One of the movies based on the experience of Canadian General Roméo Dallaire, former commander of the Blue Helmets in Rwanda during the genocide denounces the complicity of the United Nations in the tragedy that was compounded by the faltering response of the international community.
Dallaire now retired returned to Rwanda earlier this week to pursue initiatives connected to his ‘Romeo Dallaire Child Soldiers Initiative’ an organisation that trains security organs (military and police) on preventing the recruitment and use of child soldiers.
On Thursday he paid tribute to the victims of the 1994 genocide against the Tutsis, laying a wreath at the Kigali Genocide Memorial.
In his book, retired Lieutenant-General Roméo Dallaire describes the complicity of the UN and the international community in ignoring the information he provided on the preparations for the genocide in Rwanda sometime before the outbreak of the tragedy.
“The international community, including the US State Department, the Belgian authorities and several senior UN officials in New York were well aware of a crisis situation that prevailed in Rwanda at the time. They did nothing when I asked them to send an extra force to stop the genocide in preparation” says Dallaire in his book.
Born in the Netherlands in 1946, General Dallaire and his mother emigrated to Canada when he was six months old.
He would later join the Canadian army but he is best known for being the commander in chief of the troops of the United Nations Assistance Mission for Rwanda (UNAMIR) that was established by UN Security Council Resolution 872 on 5 October 1993.
It was intended to assist in the implementation of the Arusha Accords, signed on 4 August 1993, which was meant to implement the ceasefire agreements between the Rwandan government and the former rebel movement of the Rwanda Patriotic Front (now ruling RPF).
According to him, it was possible to halt the genocide that claimed the lives of more than one million people, mostly Tutsis and moderate Hutus, if the logistics and troop strength had been increased.
Helpless before the spectacle of this descent into hell, Gen. Dallaire was unable to immediately resign and leave Rwanda.
Rather than undertake innovative and potentially costly ways to halt the mass slaughter, international leaders and the U.N. staff treated the extermination campaign as an unfortunate consequence of the war and devoted their energies on trying to obtain a cease-fire between the belligerents.
They waited two weeks before taking action and then it was to reduce the number of peacekeepers in Rwanda to the consternation of the rest of the world.
In the meantime, UNAMIR forces had only the mandate to use force in self-defense, which was defined as including “resistance to attempts by forceful means to prevent the force from discharging its duties”.
In addition to lacking supplies, UNAMIR was short on qualified, experienced troops; a problem which Gen. Dallaire had repeatedly asked his superiors to remedy.
According to him, the failure by the United Nations to prevent, and subsequently stop the genocide in Rwanda was a failure by the United Nations system as a whole.
“There was a persistent lack of political will by member States to act, or to act with enough assertiveness,” the retired Canadian General adds.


▶ [Exercise directions]:
Set down each line of the data exactly, but not the pictures.

● ● ● ● ● ● ●

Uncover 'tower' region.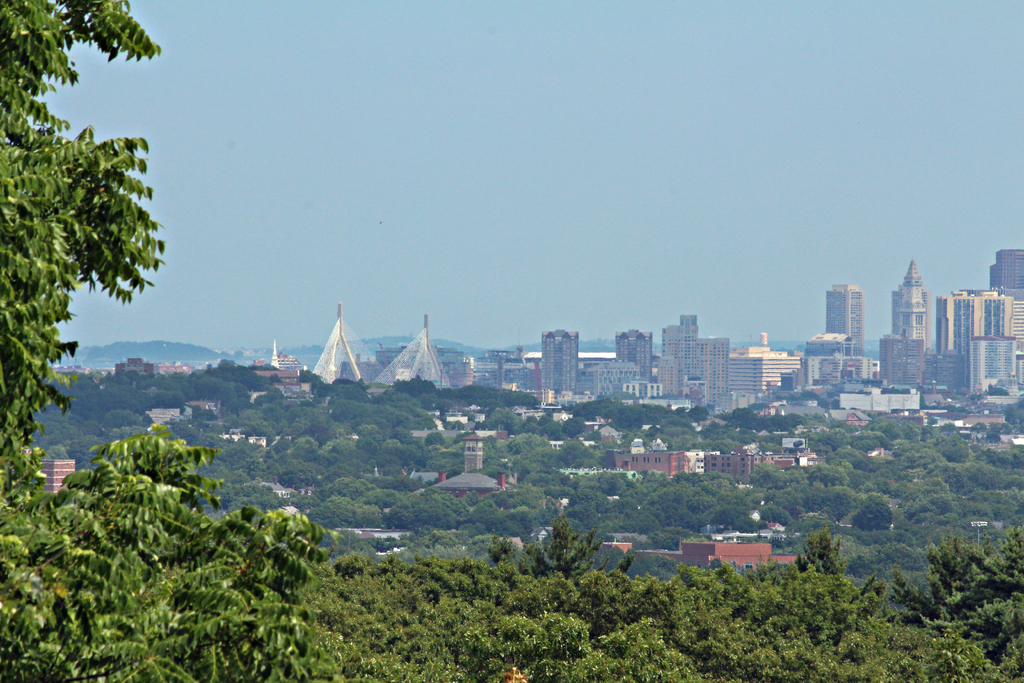
Uncovered: bbox=(819, 286, 872, 358).
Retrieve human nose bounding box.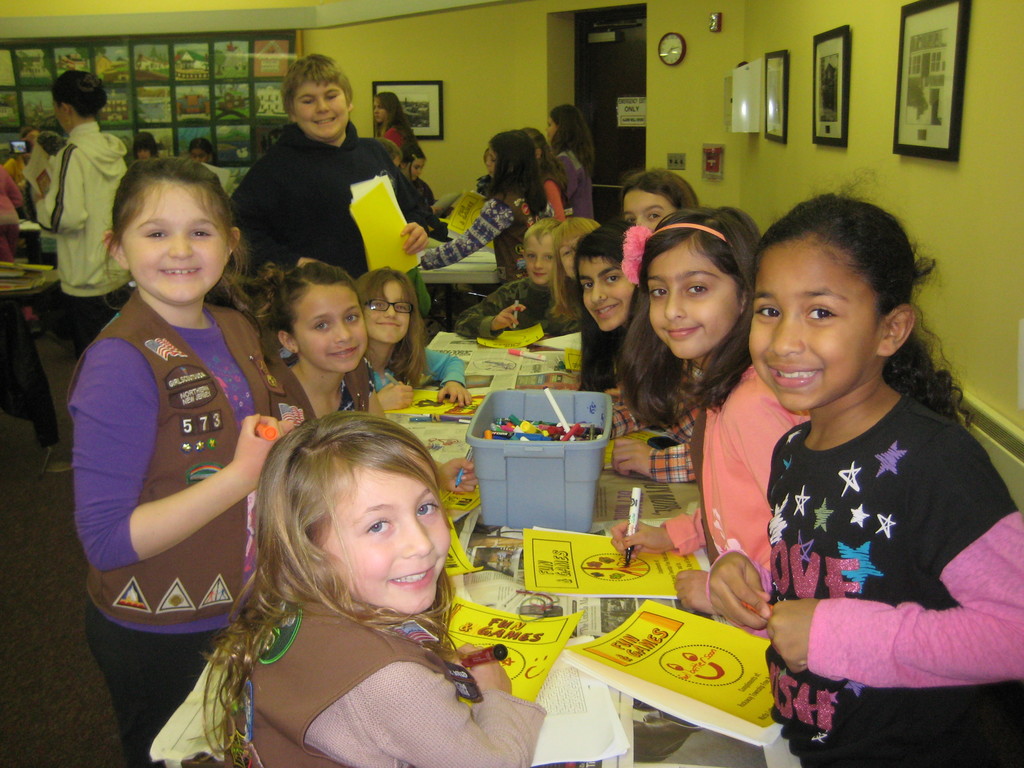
Bounding box: l=771, t=312, r=810, b=359.
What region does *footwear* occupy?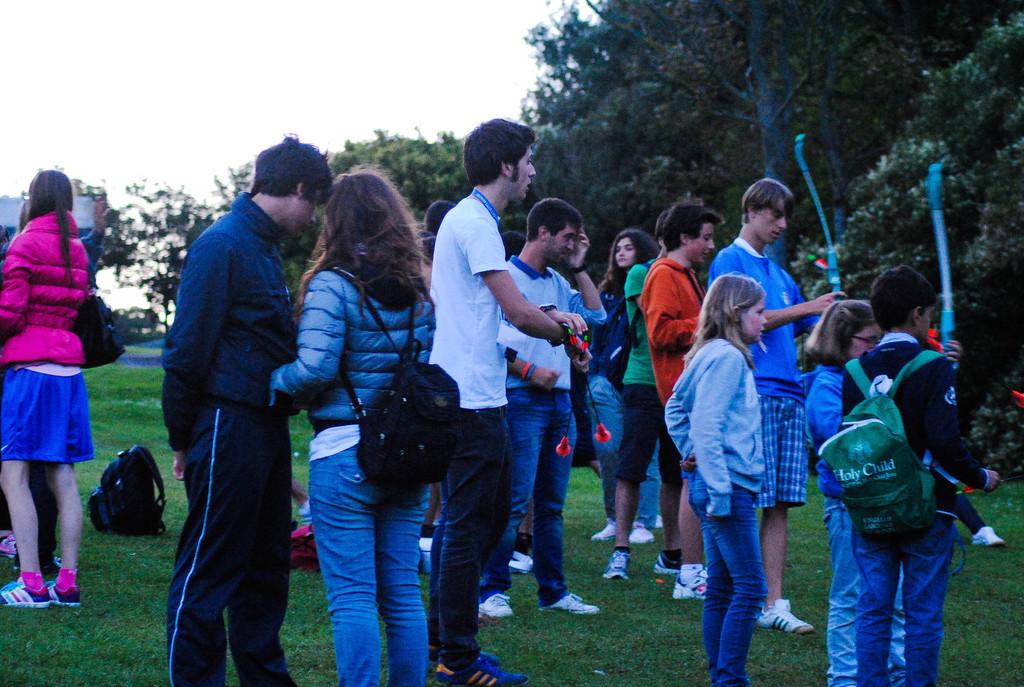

● ● ● ● ● ● ●

▶ [Task solution]:
Uncover 'tower' region.
Uncovered: bbox=(819, 286, 872, 358).
Retrieve human nose bounding box.
Bounding box: l=771, t=312, r=810, b=359.
What region does *footwear* occupy?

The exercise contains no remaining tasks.